There’s a half-price shelf in the bookstore at the Liturgical Press offices that I scour anytime I’m on campus during business hours. Last week I found a slightly damaged copy of a new book by Susan Pitchford, called God in the Dark. It did not take much of a perusal to determine that I had found a treasure - sensitive, thoughtful, deep...and funny. Today I started to read it, and although I’m not very far yet, I'm enjoying it very much.
Here’s a quote from the second chapter (“The Good News, Part Two”):
- I once had a dream in which I was invited to a friend’s family party, where everyone had brought a different type of brownies - one for every theory of the atonement. The ones I tried were the "penal substitutionary atonement brownies," which were so sinful and deadly that you’d better let Jesus eat them for you.
I think using brownies to explain all the different theories of who Jesus is and why he died would be awesome! (Liberation theology brownies would use only Fair Trade chocolate, of course).
I spent two weeks this summer in a class studying the development of doctrine and exploring ideas about Jesus Christ. It’s heady stuff - and I mean that in every way you can imagine. We covered the history of the earliest Christians and how they worked through what they had just experienced. We examined the intersection of major periods in human history - the Enlightenment, Reformation, Industrial Revolution, modernism - with theology. (It is truly fascinating that the way ordinary people as well as theologians think about Jesus is deeply influenced by their context, especially scientific development.)
Ultimately, from the moment the angel announced the Incarnation to Mary, everyone who ever encountered Jesus asked the same question: “Who is this guy?”
I left the class with more questions than I had when we started - which I think (and I know our professor would agree) is a good thing. Because whatever you think of Jesus, whoever you think he is, he’s more than that.
To journey with Jesus means to keep on trying to figure him out - brownies, anyone?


WORK INSTRUCTION: Please go through the listing below and count the lines where the string "Khác" appears. Answer with the number only.
═════ EXERCISE INPUT ═════
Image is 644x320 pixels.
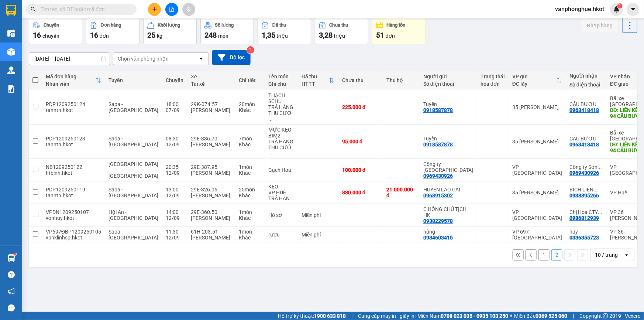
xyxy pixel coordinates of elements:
[165,187,183,193] div: 13:00
[29,18,82,44] button: Chuyến16chuyến
[358,312,416,320] span: Cung cấp máy in - giấy in:
[342,77,379,83] div: Chưa thu
[269,73,294,79] div: Tên món
[423,173,453,179] div: 0969430926
[109,77,158,83] div: Tuyến
[480,81,505,87] div: hóa đơn
[191,107,231,113] div: [PERSON_NAME]
[143,18,197,44] button: Khối lượng25kg
[165,77,183,83] div: Chuyến
[570,170,599,176] div: 0969430926
[627,3,640,16] button: caret-down
[165,136,183,142] div: 08:30
[570,107,599,113] div: 0963418418
[215,23,234,28] div: Số lượng
[191,193,231,199] div: [PERSON_NAME]
[218,33,228,39] span: món
[387,23,405,28] div: Hàng tồn
[423,136,473,142] div: Tuyển
[152,7,157,12] span: plus
[351,312,353,320] span: |
[8,304,15,312] span: message
[191,187,231,193] div: 29E-326.06
[7,85,15,93] img: solution-icon
[109,101,158,113] span: Sapa - [GEOGRAPHIC_DATA]
[269,232,294,238] div: rượu
[165,101,183,107] div: 18:00
[570,235,599,241] div: 0336355723
[302,73,329,79] div: Đã thu
[239,215,261,221] div: Khác
[512,139,562,145] div: 35 [PERSON_NAME]
[302,212,335,218] div: Miễn phí
[7,29,15,37] img: warehouse-icon
[630,6,637,13] span: caret-down
[165,170,183,176] div: 12/09
[239,209,261,215] div: 1 món
[239,136,261,142] div: 7 món
[86,18,140,44] button: Đơn hàng16đơn
[109,136,158,148] span: Sapa - [GEOGRAPHIC_DATA]
[598,164,602,170] span: ...
[538,249,550,261] button: 1
[441,313,508,319] strong: 0708 023 035 - 0935 103 250
[269,184,294,190] div: KẸO
[182,3,195,16] button: aim
[581,19,619,32] button: Nhập hàng
[46,229,101,235] div: VP697ĐBP1209250105
[386,77,416,83] div: Thu hộ
[330,23,348,28] div: Chưa thu
[423,142,453,148] div: 0918587878
[552,249,562,261] button: 2
[372,18,426,44] button: Hàng tồn51đơn
[480,73,505,79] div: Trạng thái
[290,196,294,201] span: ...
[239,229,261,235] div: 1 món
[148,31,155,40] span: 25
[342,190,379,196] div: 880.000 đ
[549,4,610,14] span: vanphonghue.hkot
[333,33,345,39] span: triệu
[239,77,261,83] div: Chi tiết
[239,193,261,199] div: Khác
[269,116,273,122] span: ...
[165,107,183,113] div: 07/09
[269,212,294,218] div: Hồ sơ
[14,253,16,255] sup: 1
[423,229,473,235] div: hùng
[512,190,562,196] div: 35 [PERSON_NAME]
[423,187,473,193] div: HUYỀN LÀO CAI
[376,31,384,40] span: 51
[423,101,473,107] div: Tuyển
[7,48,15,56] img: warehouse-icon
[191,142,231,148] div: [PERSON_NAME]
[570,82,603,88] div: Số điện thoại
[46,170,101,176] div: htbinh.hkot
[613,6,620,13] img: icon-new-feature
[598,209,603,215] span: ...
[570,73,603,79] div: Người nhận
[386,33,395,39] span: đơn
[198,56,204,62] svg: open
[31,7,36,12] span: search
[239,101,261,107] div: 20 món
[278,312,346,320] span: Hỗ trợ kỹ thuật:
[570,193,599,199] div: 0938895266
[109,229,158,241] span: Sapa - [GEOGRAPHIC_DATA]
[272,23,286,28] div: Đã thu
[269,167,294,173] div: Gạch Hoa
[298,71,338,90] th: Toggle SortBy
[423,235,453,241] div: 0984603415
[186,7,191,12] span: aim
[191,73,231,79] div: Xe
[594,187,598,193] span: ...
[100,33,109,39] span: đơn
[512,104,562,110] div: 35 [PERSON_NAME]
[109,187,158,199] span: Sapa - [GEOGRAPHIC_DATA]
[7,67,15,74] img: warehouse-icon
[118,55,168,62] div: Chọn văn phòng nhận
[191,101,231,107] div: 29K-074.57
[570,187,603,193] div: BÍCH LIÊN HUẾ
[302,232,335,238] div: Miễn phí
[46,215,101,221] div: vonhuy.hkot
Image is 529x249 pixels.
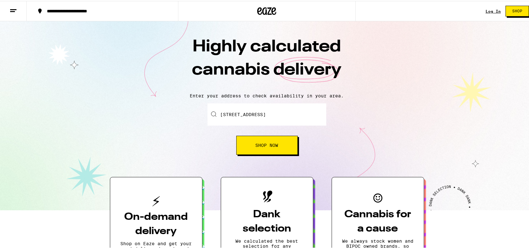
═════
EXERCISE RESULT: 2